Friday, July 6, 2012

Rob Portman for VP: doubling down on dull


Pew Research center’s latest data on public attitudes about the 2012 presidential election confirms that this election cycle isn’t as exciting as the last; most people (56%) feel it’s dull—as they normally do months before an election year.

That’s not surprising for Americans; getting excited in elections, anyway, is the kind of thing people who speak French or Italian do—and look at the mess they’re in. However, there is a nugget in the Pew findings that Mitt Romney must now be pondering.

“Currently, 33% of Republicans say the presidential campaign is interesting down from 52% in late March (March 22-25). The share of Republicans describing this year’s campaign as dull has spiked from 42% to 60% since then. By contrast, Democrats are finding the campaign increasingly interesting as the general election gets underway. Currently, 45% say it is interesting, up from 36% in March.

While fewer Republicans than Democrats currently say the campaign has been interesting, GOP voters are more engaged than Democratic voters in the 2012 campaign. For instance, more Republicans are giving quite a lot of thought to the election and more say it really matters who wins.”
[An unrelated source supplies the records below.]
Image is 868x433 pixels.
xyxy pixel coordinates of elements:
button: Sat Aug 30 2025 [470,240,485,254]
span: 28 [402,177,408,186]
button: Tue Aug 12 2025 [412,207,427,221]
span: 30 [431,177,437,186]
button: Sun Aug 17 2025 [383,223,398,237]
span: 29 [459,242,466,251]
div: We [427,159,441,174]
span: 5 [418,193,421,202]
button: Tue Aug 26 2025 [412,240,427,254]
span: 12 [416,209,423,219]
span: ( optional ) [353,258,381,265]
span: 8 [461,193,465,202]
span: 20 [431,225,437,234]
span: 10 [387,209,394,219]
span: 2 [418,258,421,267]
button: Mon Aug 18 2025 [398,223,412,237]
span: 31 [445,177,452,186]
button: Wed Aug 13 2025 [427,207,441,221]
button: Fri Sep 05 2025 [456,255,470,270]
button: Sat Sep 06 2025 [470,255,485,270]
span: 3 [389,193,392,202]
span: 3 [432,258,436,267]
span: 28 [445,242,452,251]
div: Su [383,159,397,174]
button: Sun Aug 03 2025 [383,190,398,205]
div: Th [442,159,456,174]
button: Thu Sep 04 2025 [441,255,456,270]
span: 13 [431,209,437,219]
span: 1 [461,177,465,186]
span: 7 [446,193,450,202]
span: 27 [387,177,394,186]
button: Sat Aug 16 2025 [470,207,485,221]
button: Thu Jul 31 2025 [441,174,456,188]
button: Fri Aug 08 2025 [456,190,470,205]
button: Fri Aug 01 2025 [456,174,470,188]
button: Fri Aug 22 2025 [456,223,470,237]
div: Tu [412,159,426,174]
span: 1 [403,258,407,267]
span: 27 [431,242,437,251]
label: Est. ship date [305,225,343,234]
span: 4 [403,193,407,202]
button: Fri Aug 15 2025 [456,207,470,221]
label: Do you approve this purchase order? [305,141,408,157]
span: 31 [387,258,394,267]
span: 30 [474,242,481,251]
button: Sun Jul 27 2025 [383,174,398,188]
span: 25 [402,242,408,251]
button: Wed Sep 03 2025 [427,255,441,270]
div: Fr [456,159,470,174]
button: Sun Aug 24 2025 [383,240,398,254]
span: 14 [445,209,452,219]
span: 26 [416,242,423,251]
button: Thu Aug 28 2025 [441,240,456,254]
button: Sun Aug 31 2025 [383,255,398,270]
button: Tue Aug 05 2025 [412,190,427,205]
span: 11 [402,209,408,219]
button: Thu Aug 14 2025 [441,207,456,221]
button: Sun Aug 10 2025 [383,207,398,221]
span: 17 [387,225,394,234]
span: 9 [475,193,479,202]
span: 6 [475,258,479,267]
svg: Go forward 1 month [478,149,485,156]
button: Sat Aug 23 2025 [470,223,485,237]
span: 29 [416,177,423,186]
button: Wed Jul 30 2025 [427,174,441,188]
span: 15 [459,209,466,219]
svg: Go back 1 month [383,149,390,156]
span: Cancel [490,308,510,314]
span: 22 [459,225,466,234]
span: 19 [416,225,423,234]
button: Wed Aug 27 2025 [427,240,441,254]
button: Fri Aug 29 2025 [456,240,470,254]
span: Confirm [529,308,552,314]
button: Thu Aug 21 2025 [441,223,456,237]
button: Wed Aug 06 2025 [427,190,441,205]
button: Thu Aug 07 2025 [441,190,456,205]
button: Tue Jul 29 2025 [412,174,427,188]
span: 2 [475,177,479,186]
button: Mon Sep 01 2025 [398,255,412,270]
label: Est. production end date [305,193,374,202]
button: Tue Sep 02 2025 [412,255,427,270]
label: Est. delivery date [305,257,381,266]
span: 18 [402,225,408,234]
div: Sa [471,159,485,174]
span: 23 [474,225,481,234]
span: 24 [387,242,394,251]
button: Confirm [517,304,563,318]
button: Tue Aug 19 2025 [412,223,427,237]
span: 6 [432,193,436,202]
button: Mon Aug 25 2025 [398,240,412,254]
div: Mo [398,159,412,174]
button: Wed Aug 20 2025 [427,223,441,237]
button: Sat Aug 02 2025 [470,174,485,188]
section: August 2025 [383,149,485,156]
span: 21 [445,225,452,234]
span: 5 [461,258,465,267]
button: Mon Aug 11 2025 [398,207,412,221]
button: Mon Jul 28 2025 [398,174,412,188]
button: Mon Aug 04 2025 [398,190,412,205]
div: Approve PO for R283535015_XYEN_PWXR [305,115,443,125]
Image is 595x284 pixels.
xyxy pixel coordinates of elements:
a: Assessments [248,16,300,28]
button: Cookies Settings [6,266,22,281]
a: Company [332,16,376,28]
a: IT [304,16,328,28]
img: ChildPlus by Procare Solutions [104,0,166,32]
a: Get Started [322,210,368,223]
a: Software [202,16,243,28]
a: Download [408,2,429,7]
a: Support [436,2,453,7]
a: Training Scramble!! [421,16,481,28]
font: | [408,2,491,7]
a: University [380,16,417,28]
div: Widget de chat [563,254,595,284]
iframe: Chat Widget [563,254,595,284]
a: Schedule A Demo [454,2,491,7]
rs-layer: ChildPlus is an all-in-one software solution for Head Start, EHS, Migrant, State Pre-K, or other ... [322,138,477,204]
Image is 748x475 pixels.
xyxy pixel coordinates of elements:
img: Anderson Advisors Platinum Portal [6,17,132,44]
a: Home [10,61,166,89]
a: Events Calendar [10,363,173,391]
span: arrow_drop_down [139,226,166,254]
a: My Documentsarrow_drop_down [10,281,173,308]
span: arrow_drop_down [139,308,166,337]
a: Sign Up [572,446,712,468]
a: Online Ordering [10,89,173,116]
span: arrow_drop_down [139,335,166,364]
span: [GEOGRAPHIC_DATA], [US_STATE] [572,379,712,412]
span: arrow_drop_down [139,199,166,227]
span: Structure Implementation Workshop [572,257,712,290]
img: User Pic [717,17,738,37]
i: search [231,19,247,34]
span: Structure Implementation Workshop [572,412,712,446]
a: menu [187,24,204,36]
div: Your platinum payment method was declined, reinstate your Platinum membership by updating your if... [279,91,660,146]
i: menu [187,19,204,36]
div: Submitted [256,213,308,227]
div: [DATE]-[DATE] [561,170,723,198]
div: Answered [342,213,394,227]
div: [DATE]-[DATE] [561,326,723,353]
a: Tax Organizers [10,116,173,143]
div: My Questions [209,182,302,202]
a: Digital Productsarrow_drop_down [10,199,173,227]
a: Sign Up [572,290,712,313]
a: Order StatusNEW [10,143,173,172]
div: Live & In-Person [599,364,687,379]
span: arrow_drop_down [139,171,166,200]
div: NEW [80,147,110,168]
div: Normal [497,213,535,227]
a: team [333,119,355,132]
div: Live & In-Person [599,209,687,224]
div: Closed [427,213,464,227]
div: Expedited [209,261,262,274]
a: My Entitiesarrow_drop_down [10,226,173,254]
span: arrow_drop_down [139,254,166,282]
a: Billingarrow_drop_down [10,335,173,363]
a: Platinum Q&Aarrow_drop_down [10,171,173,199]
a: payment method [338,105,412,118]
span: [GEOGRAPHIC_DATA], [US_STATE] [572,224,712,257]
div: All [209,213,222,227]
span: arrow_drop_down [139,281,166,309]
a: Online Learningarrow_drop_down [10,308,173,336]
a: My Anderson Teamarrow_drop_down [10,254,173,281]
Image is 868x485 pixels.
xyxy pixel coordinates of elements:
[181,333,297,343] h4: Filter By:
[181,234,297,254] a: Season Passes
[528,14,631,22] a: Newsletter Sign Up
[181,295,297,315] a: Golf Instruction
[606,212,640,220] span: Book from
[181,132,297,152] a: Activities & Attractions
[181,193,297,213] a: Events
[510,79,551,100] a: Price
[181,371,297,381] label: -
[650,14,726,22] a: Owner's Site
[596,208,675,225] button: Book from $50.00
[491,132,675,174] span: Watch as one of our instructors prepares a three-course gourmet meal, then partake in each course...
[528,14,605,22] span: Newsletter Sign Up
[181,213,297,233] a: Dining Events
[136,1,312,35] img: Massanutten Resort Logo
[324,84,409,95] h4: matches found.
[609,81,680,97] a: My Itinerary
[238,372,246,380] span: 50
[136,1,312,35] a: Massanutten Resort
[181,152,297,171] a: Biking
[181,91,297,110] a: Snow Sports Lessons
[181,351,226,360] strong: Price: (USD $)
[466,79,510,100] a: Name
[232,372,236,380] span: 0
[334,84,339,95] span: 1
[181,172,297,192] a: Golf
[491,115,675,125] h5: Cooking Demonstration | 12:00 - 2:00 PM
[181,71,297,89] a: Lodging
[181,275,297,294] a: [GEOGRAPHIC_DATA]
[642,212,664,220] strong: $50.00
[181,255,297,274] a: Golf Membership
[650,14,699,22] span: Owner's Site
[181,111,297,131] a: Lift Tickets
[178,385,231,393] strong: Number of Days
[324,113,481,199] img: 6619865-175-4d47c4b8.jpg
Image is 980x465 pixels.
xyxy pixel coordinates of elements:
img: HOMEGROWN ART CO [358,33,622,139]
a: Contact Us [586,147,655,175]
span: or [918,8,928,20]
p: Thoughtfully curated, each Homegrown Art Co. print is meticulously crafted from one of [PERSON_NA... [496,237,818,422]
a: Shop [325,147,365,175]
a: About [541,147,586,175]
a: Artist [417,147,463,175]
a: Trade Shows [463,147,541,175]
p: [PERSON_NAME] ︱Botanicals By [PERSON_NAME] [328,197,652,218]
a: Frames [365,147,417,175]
Dull will not keep Romney out of the White House! Dull will not deter his voters. Indeed, if he’d stop making interesting mistakes, dull could actually enhance his authenticity—and partly trivialize the scary elements of his platform.

Bearing all this in mind, Rob Portman must be Romney’s vice-presidential running mate.

He’s a generic Republican, a tallish WASP, a mid-West law graduate from in-offensive Ohio. He was and remains the guy you elect as class treasurer in high school. Portman has been in Washington since 1993—as a lobbyist, congressman, Cabinet executive in the Bush presidency, and now a first-term senator. He’s been at the center of Republican decision-making for ten years. 

Despite all the temptations, he’s served the conservative cause without, yet, saying anything remarkable or against the grain. Without saying anything interesting—or disloyal—he’s readily described as very intelligent, sensible, and electable.

Portman penned his application for the vice-presidential nomination in a Fourth of July column in the Cleveland Plain Dealer. It’s a classic; it’s everything the scripters need and not one thought out of harmony.


Portman embraces every accusation about Obama’s record that has been made by Republicans in Washington and by the candidates for either job on the Republican ticket. With the pseudo-precision of a lawyer/labor market analyst, he asserts that Obama is 42% off his team’s original promise to reduce joblessness.

What should be most re-assuring to Romney, however, is that Portman can also repeat the tax, fiscal, and social policy positions of Paul Ryan, Mitch McConnell, and the Tea Party—and sound as reasonable as those Mid-west Republicans who a generation ago were trusted to stay away from the extremes.